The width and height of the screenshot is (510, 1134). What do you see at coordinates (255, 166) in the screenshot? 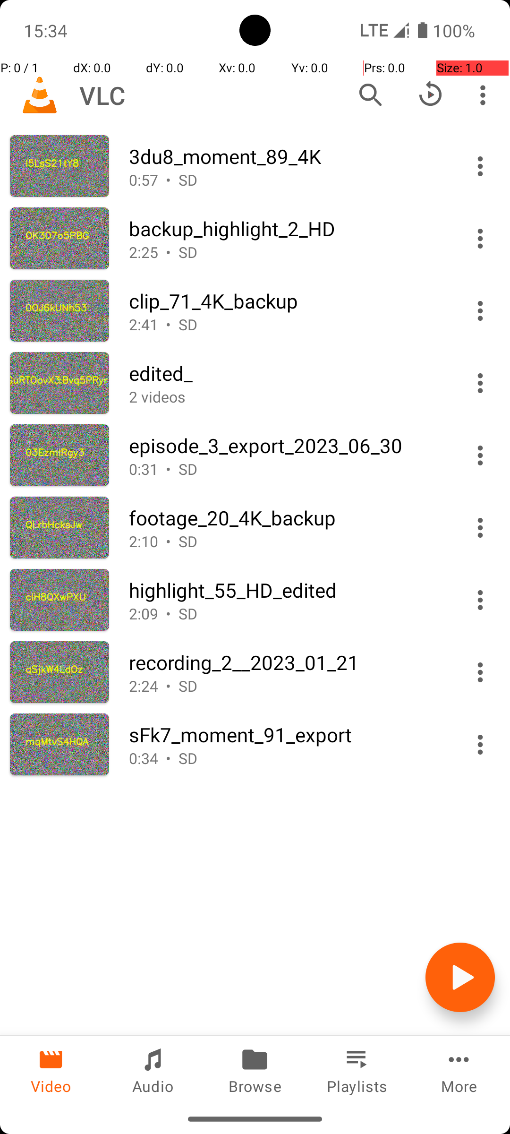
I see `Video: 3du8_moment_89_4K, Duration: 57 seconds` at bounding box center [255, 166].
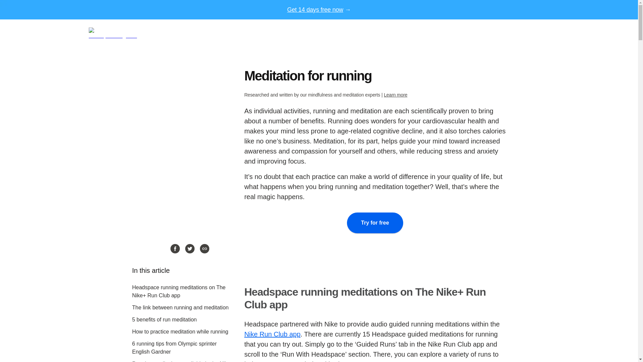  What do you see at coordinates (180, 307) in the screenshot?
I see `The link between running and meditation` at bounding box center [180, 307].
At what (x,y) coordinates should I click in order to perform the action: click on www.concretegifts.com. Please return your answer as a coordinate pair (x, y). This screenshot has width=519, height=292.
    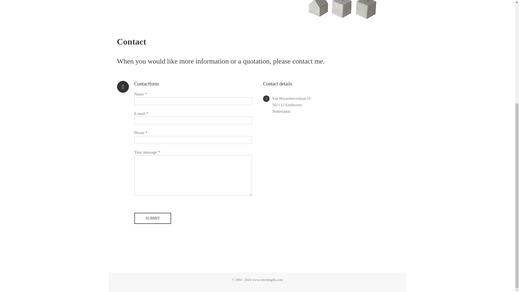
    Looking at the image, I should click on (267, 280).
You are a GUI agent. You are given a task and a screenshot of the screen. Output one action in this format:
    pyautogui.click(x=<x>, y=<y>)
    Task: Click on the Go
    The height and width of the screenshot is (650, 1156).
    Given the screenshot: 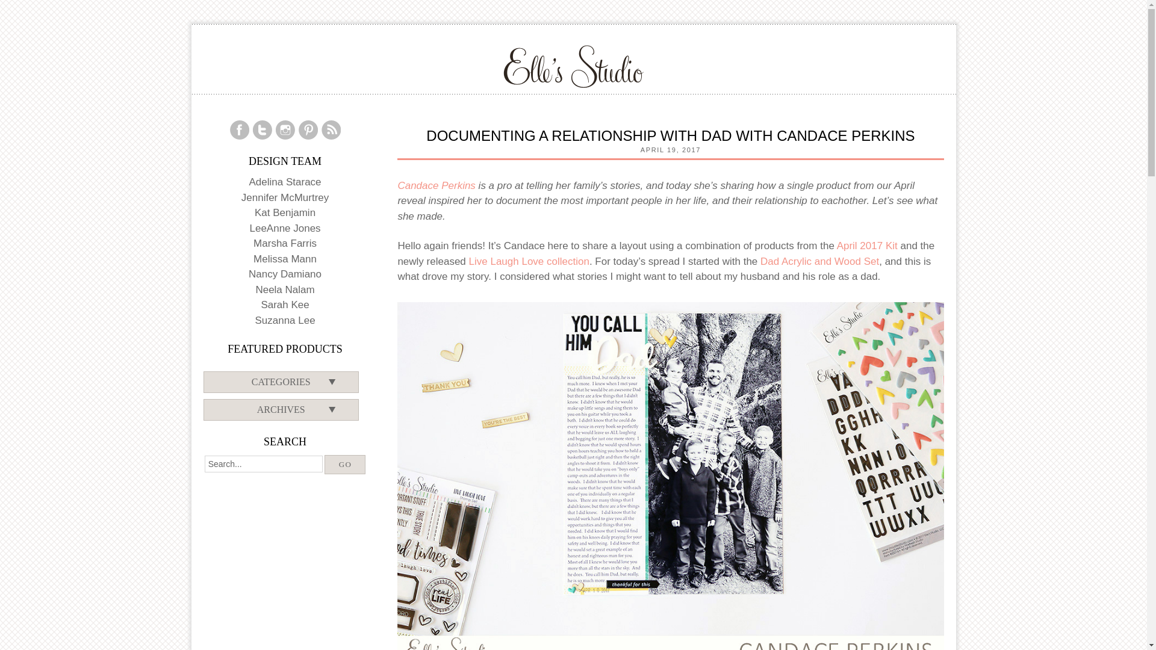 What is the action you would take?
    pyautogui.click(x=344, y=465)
---
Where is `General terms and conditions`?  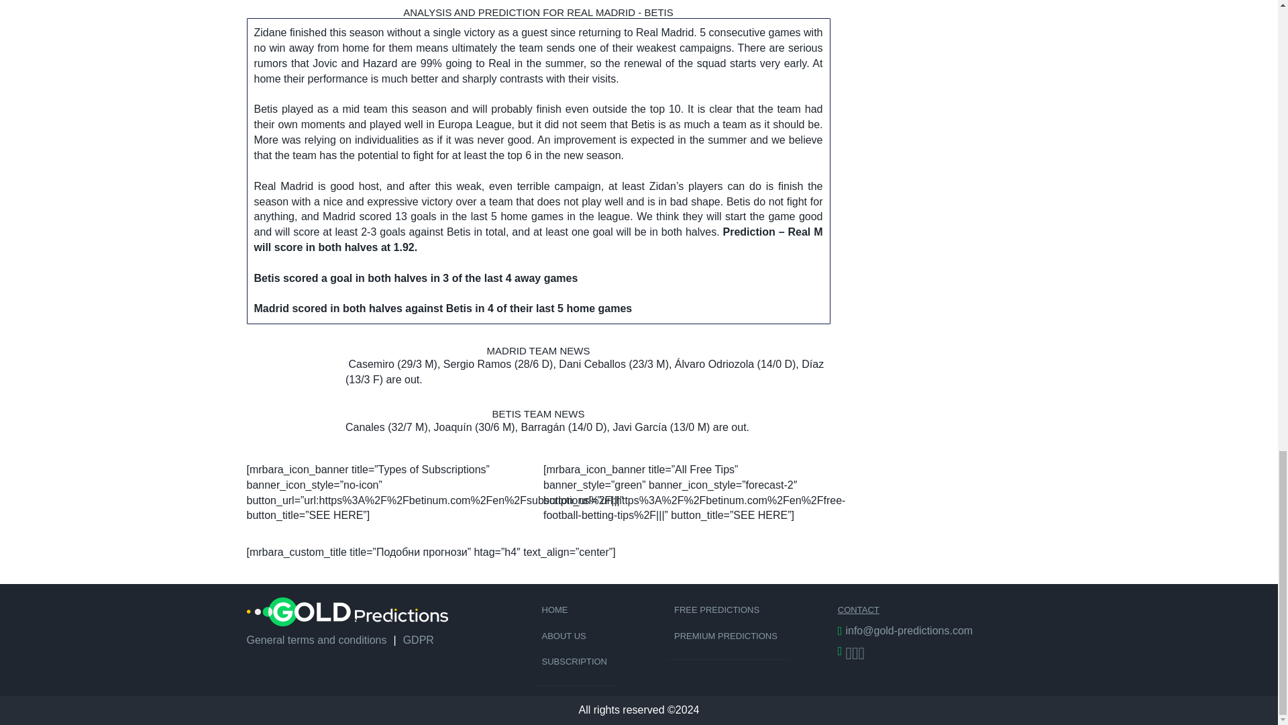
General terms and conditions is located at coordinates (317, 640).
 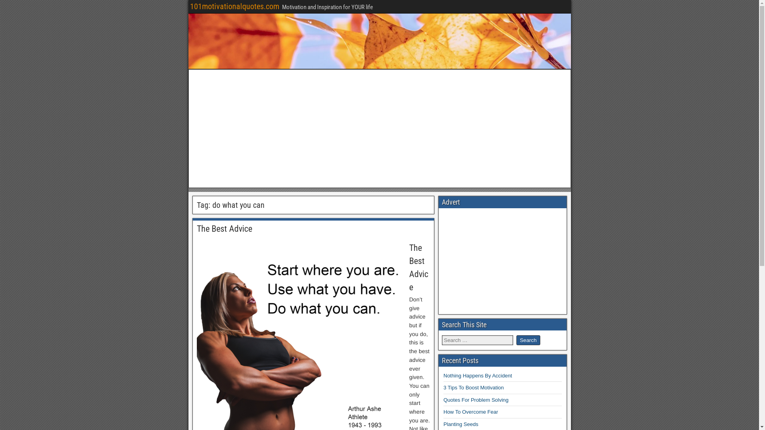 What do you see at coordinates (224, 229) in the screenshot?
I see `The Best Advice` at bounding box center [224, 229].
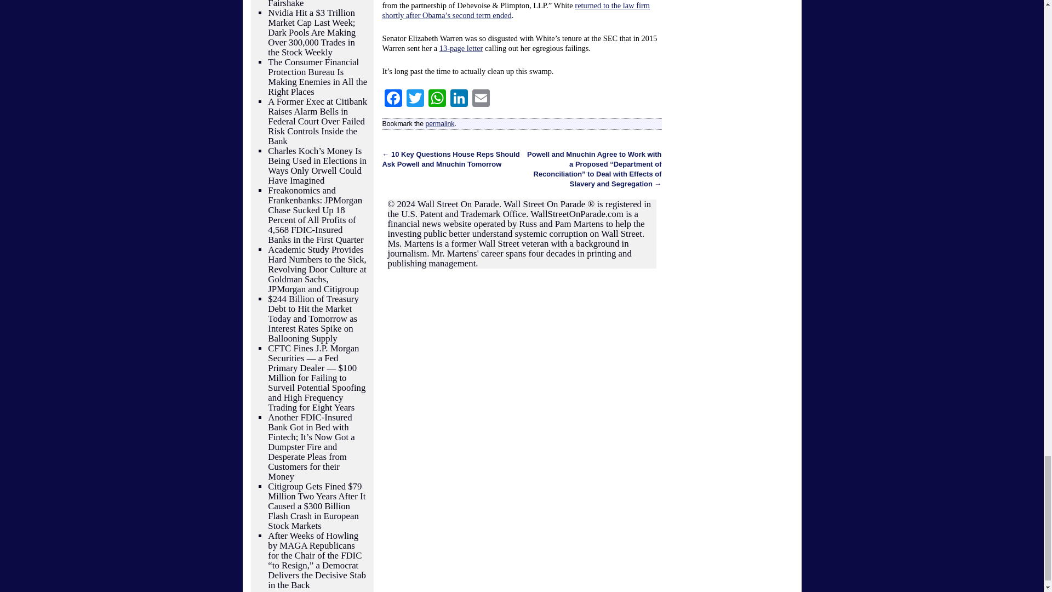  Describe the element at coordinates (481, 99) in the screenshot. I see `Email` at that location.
---
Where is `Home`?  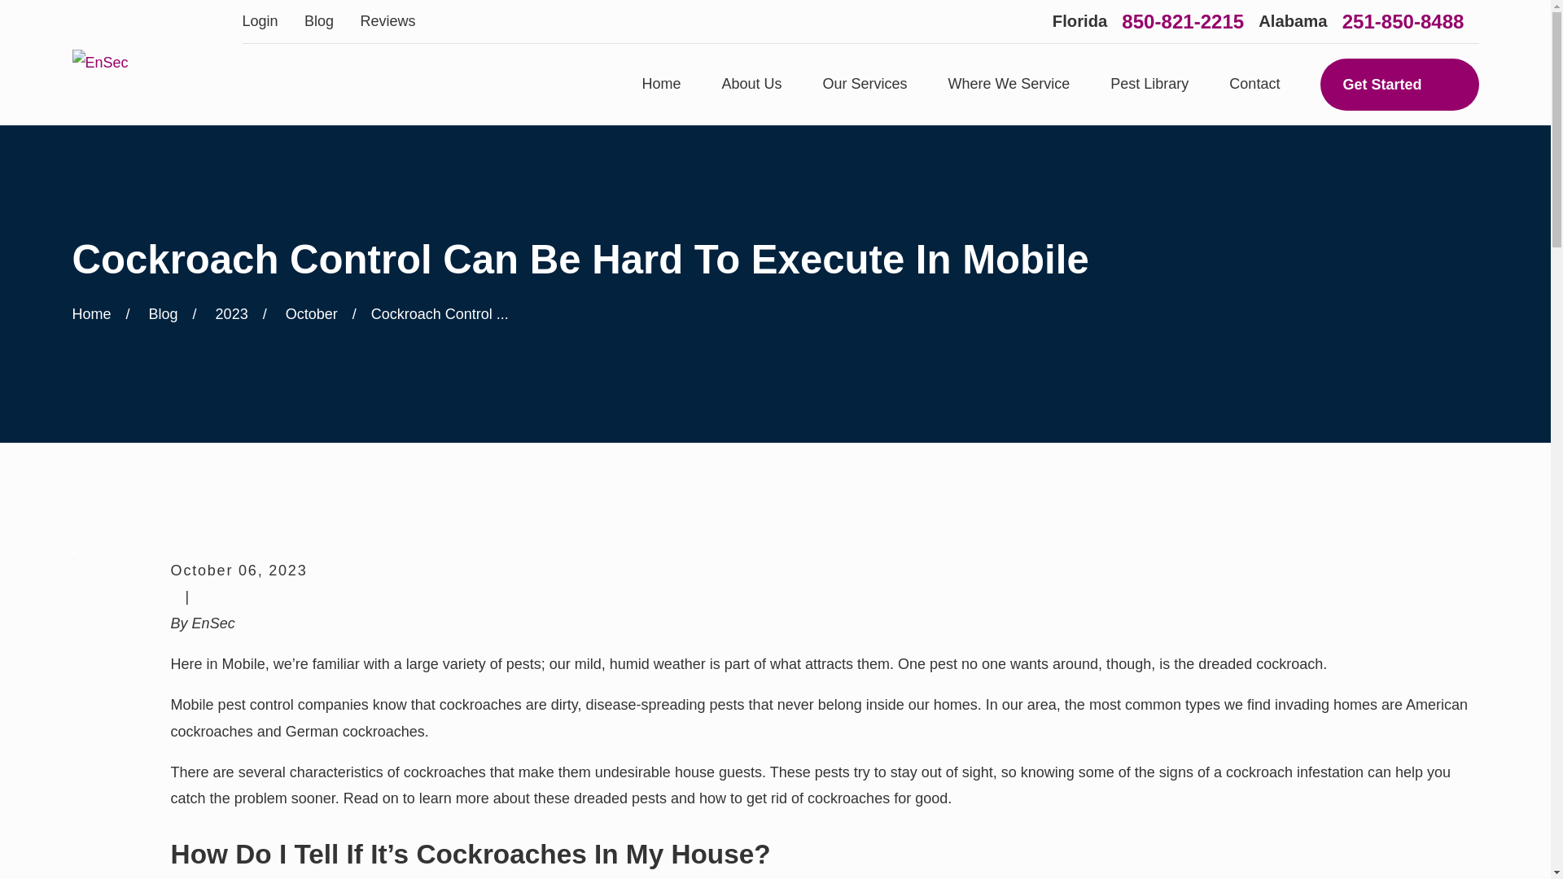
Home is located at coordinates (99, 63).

### Exercise objective
Although the records above contain pictures, the copy must not; set down exactly the lines from the one with "The width and" up to and including the one with "You are a GUI".

### Result
The width and height of the screenshot is (510, 1134). What do you see at coordinates (255, 166) in the screenshot? 
I see `Video: 3du8_moment_89_4K, Duration: 57 seconds` at bounding box center [255, 166].
  What do you see at coordinates (180, 307) in the screenshot?
I see `The link between running and meditation` at bounding box center [180, 307].
At what (x,y) coordinates should I click in order to perform the action: click on www.concretegifts.com. Please return your answer as a coordinate pair (x, y). This screenshot has width=519, height=292.
    Looking at the image, I should click on (267, 280).
You are a GUI agent. You are given a task and a screenshot of the screen. Output one action in this format:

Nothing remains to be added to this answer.